Bourdain notwithstanding, suicide is not a ‘white thing’
18th June 2018 · 0 Comments
By Earl Ofari Hutchinson
Guest Columnist
The tragic suicides of renowned food master Anthony Bourdain and fashion designer Kate Spade garnered reams of press and public attention. But what has gotten almost no attention was a study by the AMA a few months before their deaths that revealed two things.
One is that for the first time the suicide rate among young Black males surpassed that of whites of any age group. The other was it exploded a widely propagated myth that Blacks do not kill themselves in anywhere near the numbers that whites do.
As with Bourdain and Spade, the reasons given for the surge in suicides across gender and ethnic groups are depression, drugs, trauma, alienation, social discontent and general life dissatisfaction. But there is one more cause that marks the surge in Black suicides as far different than that of whites: racism. The deep sense of hopelessness and alienation that stems from chronic neglect, denial of opportunities, poverty, and the sense of dead end life existence are powerful disincentives for living for many young Blacks.
The tragic irony is that a major reason the rise in Black suicides has gotten so little attention is not solely due to racism and the devaluation of Black life. It’s the very myth that suicide is solely “a white thing.” This has been the subject of riffs from some comedians, most notably Dick Gregory, who once quipped that while whites jump out of windows in tall buildings Blacks jump up from basements.
Even during the decades when it was a virtual article of belief that Blacks didn’t kill themselves, there was enough anecdotal evidence that suicide was a much wider occurrence among Blacks than was commonly thought. Yet, there were no studies that homed-in on the incidence of Black suicides, let alone the causes. The focus in Black deaths was almost exclusively on the disproportionate number of homicides among Blacks, especially young Black males. Death by violence from other Blacks, not death by their own hand, accounted for the higher mortality rate and risk factor among Blacks. This blind spot prevented health professionals and policy makers from devising initiatives and allocating resources for tackling the suicide problem among Blacks.
The issue, though, did not totally go unnoticed. In April 2015, Missouri Congressman Emanuel Cellars urged then President Obama to create a task force to examine the rise in Black suicides and to develop preventative measures. The timing couldn’t have been worse. The murders by Dylann Roof of Blacks at a Charleston, South Carolina church assured that the issue of Black suicides would get little press attention. In the next year, the rash of high profile police shootings of unarmed young Black males and the continuing murder carnage in Chicago dominated the headlines.
This reinforced the public and media view that the violent deaths of Blacks, especially Black males, were solely from murder or the police. However, the number of Black suicides continued its deadly march upwards. Another study found that the victims of suicides among Blacks were getting younger and younger and had dipped to those between ages 5 and 11. Even this didn’t sound the alarm bells. Public attention had now shifted to the sharp rise in suicides among young whites in rural areas. This was tied into the Opioid addiction crisis and the flight of industry and job loss. The suicide of comedian Robin Williams and a few other white notables further captivated the press and public fascination. This also reinforced the notion that suicide was almost the sole province of whites, rich and poor, and celebrities.
Then there are the grim numbers. Suicides have been on the rise across the board for the past two decades. In 2016, the Centers for Disease Control (CDC) and Prevention, counted more than 45,000 persons that killed themselves. The CDC noted that in a significant number of these cases there was job loss or severe financial hardship. However, that did not explain why so many young Black males who weren’t in the job market committed suicide. The road to an answer again and again led back to their deep sense of marginalization that young Blacks internalized at earlier and earlier ages. The absence of an early warning system to recognize the trouble signs in schools and among health professionals in poor inner-city communities insured that more young persons who suffered emotional crises would not get the help they desperately needed. The cutbacks in funding and expansion of mental health treatment programs and crisis prevention hotline services further worsened the problem.
The suicides of Bourdain and Spade touched thousands of their ardent fans and peers in the media and the business world. It sparked renewed public attention and concern about the suicide plague. This is a good thing. Unfortunately, that same attention and concern remains totally absent for those who aren’t rich, famous and white and who are also just as likely if not more so, to kill themselves.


Task goal: Word for word, restate the lines of the listing from the one that holds "This screenshot has width=1436, height=837." through the very last line, and nothing more.

*** Begin section ***

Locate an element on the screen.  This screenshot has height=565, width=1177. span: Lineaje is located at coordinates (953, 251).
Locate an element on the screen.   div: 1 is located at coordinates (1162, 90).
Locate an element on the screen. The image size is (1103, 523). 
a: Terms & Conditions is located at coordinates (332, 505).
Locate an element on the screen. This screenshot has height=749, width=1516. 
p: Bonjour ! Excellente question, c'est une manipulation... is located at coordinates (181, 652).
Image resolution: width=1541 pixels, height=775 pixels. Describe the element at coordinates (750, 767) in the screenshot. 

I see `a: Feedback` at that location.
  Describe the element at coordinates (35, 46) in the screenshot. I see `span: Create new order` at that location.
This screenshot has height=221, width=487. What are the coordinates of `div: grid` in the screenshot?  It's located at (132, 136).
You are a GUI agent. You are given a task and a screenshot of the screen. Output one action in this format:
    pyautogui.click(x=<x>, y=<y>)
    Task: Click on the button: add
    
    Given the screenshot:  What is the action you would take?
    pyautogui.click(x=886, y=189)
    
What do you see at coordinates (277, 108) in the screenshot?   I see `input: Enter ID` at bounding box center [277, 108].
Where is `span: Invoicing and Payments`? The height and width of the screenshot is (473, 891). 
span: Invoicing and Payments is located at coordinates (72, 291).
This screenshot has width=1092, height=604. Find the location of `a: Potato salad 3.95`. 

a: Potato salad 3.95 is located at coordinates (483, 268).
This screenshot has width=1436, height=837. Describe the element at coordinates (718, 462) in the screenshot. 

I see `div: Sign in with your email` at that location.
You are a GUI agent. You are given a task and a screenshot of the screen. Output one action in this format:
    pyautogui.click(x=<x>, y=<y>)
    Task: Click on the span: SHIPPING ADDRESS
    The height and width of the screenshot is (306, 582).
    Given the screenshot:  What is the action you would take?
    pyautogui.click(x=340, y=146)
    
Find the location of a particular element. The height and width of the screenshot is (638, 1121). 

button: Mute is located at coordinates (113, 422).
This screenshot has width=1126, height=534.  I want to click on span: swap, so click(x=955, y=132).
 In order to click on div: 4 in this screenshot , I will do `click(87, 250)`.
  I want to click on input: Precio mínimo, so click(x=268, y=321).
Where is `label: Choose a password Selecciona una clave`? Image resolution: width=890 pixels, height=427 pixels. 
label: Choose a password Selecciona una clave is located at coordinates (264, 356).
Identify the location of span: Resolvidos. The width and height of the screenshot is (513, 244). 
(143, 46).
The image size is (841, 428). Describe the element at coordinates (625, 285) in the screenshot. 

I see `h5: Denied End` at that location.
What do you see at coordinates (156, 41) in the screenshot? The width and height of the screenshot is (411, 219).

*** End section ***

The answer:
This screenshot has width=1436, height=837. Describe the element at coordinates (718, 462) in the screenshot. 

I see `div: Sign in with your email` at that location.
You are a GUI agent. You are given a task and a screenshot of the screen. Output one action in this format:
    pyautogui.click(x=<x>, y=<y>)
    Task: Click on the span: SHIPPING ADDRESS
    The height and width of the screenshot is (306, 582).
    Given the screenshot:  What is the action you would take?
    pyautogui.click(x=340, y=146)
    
Find the location of a particular element. The height and width of the screenshot is (638, 1121). 

button: Mute is located at coordinates (113, 422).
This screenshot has width=1126, height=534.  I want to click on span: swap, so click(x=955, y=132).
 In order to click on div: 4 in this screenshot , I will do `click(87, 250)`.
  I want to click on input: Precio mínimo, so click(x=268, y=321).
Where is `label: Choose a password Selecciona una clave`? Image resolution: width=890 pixels, height=427 pixels. 
label: Choose a password Selecciona una clave is located at coordinates (264, 356).
Identify the location of span: Resolvidos. The width and height of the screenshot is (513, 244). 
(143, 46).
The image size is (841, 428). Describe the element at coordinates (625, 285) in the screenshot. 

I see `h5: Denied End` at that location.
What do you see at coordinates (156, 41) in the screenshot? The width and height of the screenshot is (411, 219).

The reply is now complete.